Criminal Career
He was raised in Palermo, the capital of Sicily, and joined the Santa Maria di Gesù Mafia Family, headed by Stefano Bontade. He was highly sought after by all Mafia families for his skills in chemistry to be used to refine heroin for the Spatola-Inzerillo-Gambino ring. Marino Mannoia recalled having refined at least 1000 kilograms of heroin for Bontade. He had learned how to refine heroin of Antonino Vernengo, alias ‘u dutturi’ (the doctor) who was the first to set up a refinery in 1977. He was also suspected of being involved in at least seventeen homicides.
During the Second Mafia War of the early 1980s his boss, Stefano Bontade, was murdered along with hundreds of associates. Mannoia only survived because he was in prison at the time for drug trafficking. He escaped from prison in 1983 with the help of his younger brother, a hitman named Agostino Marino Mannoia. They met with Corleonesi boss Salvatore Riina to establish their position in the dramatically altered landscape of the Sicilian Mafia and were both allowed to live and work under the auspices of the Corleonesi boss. Francesco Marino Mannoia became a major refiner of heroin for the Corleonesi.
In 1986 he was recaptured and returned to prison. On 20 April 1989, his brother Agostino Marino Mannoia - then aged twenty-three - vanished and was never seen again. His bloodstained car was found later that day. Francesco Mannoia realised his brother had been killed. As it turned out, both Mannoia brothers had been plotting along with Vincenzo Puccio to overthrow Salvatore Riina as the boss of the Sicilian Mafia. Somehow word had gotten out and Agostino Marino Mannoia was the first of the conspirators against Riina who would die. Puccio and his brothers followed soon afterwards.
Read more about this topic: Francesco Marino Mannoia
Famous quotes containing the words criminal and/or career:
“It could probably be shown by facts and figures that there is no distinctly native American criminal class except Congress.”
—Mark Twain [Samuel Langhorne Clemens] (18351910)
“Whether lawyer, politician or executive, the American who knows whats good for his career seeks an institutional rather than an individual identity. He becomes the man from NBC or IBM. The institutional imprint furnishes him with pension, meaning, proofs of existence. A man without a company name is a man without a country.”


- Problem to solve -
Every line in the entries where "ylabel" is found should be copied.
* * * * * * * * *
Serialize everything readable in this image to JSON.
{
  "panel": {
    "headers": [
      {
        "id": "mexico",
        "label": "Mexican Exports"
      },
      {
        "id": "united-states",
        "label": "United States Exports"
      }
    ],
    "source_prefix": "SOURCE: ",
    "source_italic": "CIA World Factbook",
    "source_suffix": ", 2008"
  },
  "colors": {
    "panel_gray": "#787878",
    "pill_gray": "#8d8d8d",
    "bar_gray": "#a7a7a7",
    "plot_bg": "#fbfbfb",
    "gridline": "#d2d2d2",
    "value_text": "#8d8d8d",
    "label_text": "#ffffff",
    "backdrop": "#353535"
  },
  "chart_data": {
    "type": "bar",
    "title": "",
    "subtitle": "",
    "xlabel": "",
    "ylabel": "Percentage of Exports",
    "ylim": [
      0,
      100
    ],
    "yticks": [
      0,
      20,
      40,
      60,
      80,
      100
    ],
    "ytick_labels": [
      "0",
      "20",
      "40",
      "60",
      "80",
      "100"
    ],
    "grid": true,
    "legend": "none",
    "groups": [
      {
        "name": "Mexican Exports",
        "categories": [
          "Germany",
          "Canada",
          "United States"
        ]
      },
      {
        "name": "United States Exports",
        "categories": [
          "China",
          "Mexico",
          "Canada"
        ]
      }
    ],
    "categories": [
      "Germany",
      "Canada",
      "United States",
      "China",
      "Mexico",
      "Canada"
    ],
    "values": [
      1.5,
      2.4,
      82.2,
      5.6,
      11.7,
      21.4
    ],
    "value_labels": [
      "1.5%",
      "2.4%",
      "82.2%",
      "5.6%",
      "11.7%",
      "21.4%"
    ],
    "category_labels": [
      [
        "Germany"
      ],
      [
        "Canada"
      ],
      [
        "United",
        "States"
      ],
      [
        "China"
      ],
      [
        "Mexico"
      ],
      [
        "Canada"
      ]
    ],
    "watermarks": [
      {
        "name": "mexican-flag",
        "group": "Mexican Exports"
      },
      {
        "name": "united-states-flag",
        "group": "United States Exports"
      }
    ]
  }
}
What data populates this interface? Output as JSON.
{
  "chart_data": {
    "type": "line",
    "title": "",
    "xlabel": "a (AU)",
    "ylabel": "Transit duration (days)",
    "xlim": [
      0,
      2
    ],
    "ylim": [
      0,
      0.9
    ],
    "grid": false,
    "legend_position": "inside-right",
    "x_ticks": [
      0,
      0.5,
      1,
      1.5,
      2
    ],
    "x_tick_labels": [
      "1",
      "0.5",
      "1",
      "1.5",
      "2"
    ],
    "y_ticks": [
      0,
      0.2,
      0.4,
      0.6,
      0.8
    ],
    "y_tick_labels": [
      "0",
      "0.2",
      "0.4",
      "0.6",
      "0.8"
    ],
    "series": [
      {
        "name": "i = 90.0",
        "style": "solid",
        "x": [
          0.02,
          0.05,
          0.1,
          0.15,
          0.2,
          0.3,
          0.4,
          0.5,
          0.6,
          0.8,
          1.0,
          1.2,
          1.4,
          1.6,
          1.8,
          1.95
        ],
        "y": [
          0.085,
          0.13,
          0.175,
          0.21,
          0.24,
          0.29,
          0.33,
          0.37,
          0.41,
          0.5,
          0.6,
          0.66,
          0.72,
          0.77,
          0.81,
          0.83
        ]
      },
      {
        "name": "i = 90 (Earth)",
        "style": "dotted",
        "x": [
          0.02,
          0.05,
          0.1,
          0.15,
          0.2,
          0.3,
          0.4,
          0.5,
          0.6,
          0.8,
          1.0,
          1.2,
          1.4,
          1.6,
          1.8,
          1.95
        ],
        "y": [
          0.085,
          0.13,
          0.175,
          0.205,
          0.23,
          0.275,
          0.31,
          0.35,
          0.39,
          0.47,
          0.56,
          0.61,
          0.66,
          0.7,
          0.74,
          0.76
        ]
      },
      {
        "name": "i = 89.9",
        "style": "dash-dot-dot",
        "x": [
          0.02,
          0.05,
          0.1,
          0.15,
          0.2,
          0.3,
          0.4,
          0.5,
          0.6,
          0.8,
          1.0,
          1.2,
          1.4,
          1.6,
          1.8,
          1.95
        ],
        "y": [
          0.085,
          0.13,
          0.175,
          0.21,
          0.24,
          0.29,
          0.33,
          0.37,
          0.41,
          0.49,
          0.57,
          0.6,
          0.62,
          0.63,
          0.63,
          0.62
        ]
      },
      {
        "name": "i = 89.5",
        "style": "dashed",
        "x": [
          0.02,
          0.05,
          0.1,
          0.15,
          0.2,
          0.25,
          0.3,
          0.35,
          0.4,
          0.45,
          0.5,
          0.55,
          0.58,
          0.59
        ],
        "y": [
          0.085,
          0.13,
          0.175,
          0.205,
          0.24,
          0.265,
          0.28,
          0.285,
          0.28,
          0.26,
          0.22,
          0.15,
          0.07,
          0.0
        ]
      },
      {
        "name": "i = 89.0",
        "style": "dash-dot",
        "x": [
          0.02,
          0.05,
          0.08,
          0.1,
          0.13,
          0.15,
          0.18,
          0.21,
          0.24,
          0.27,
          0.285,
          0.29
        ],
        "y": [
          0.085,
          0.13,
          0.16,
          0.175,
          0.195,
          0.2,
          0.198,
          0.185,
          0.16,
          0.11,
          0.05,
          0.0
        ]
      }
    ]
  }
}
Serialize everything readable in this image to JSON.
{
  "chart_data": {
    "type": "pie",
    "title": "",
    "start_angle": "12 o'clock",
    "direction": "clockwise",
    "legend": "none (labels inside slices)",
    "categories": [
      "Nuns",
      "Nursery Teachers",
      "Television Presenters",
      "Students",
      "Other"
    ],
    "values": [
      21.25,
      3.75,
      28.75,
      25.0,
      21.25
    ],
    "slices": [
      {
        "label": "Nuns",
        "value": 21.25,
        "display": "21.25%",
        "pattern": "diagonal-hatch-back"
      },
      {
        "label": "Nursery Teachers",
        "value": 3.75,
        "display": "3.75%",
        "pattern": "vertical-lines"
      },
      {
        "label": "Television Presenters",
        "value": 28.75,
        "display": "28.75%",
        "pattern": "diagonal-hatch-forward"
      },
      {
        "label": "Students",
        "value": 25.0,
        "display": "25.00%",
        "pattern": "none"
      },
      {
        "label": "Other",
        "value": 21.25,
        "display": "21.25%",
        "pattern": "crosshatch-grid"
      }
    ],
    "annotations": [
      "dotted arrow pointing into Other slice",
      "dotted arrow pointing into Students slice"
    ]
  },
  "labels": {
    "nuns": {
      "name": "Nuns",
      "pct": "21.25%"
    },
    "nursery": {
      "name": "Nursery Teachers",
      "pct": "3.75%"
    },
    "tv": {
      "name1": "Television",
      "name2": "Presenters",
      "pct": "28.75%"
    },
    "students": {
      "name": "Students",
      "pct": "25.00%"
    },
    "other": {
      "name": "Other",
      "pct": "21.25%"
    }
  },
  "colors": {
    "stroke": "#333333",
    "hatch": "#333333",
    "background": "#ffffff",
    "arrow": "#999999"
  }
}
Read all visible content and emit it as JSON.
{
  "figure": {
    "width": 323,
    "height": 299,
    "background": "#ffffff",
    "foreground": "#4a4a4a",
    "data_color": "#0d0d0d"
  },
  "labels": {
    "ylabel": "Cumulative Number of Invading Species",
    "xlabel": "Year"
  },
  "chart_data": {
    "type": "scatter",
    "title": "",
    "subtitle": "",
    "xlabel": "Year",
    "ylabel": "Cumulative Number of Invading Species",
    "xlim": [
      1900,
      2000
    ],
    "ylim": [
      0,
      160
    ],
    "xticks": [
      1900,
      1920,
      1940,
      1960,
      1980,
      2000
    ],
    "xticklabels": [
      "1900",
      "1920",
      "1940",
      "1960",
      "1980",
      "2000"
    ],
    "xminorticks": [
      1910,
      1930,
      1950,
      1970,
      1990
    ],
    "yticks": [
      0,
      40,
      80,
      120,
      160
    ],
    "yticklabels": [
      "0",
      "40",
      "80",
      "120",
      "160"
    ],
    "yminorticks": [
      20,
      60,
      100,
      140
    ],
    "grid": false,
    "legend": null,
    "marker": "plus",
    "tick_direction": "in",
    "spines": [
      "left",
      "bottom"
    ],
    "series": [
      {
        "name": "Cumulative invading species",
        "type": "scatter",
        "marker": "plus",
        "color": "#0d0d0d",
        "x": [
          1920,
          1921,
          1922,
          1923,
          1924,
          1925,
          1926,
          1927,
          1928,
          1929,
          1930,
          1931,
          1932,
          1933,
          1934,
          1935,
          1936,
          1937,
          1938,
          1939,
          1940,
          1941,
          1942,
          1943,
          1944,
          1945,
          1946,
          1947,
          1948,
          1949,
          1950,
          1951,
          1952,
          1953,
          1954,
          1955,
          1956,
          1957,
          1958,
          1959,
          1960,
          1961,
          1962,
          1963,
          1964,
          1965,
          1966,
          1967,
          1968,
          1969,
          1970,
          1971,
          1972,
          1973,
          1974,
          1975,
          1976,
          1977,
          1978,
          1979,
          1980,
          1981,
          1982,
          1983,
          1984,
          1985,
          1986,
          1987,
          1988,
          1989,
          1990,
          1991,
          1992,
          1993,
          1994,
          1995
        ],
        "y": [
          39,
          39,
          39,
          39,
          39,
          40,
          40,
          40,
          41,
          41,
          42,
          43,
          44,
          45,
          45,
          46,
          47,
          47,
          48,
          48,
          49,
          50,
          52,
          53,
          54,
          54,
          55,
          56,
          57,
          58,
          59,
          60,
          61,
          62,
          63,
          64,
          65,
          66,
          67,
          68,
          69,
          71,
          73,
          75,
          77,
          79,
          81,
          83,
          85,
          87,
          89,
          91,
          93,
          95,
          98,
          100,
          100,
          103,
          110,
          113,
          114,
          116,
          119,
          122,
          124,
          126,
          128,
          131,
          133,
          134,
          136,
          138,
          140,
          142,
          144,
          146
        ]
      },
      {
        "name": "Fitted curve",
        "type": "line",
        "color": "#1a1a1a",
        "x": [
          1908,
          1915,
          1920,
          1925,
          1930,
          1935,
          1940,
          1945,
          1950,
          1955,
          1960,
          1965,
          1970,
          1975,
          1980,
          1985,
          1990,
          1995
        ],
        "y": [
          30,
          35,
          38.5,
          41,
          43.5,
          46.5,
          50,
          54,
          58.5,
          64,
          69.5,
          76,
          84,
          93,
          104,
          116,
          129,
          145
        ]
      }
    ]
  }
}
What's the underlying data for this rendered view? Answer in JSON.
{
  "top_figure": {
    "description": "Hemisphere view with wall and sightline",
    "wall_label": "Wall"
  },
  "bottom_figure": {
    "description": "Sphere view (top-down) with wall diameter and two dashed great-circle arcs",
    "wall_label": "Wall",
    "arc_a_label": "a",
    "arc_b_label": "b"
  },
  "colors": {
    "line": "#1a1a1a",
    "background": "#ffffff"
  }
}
* * * * * * * * *
- Your solution -
    "ylabel": "Percentage of Exports",
    "ylabel": "Transit duration (days)",
    "ylabel": "Cumulative Number of Invading Species",
    "ylabel": "Cumulative Number of Invading Species",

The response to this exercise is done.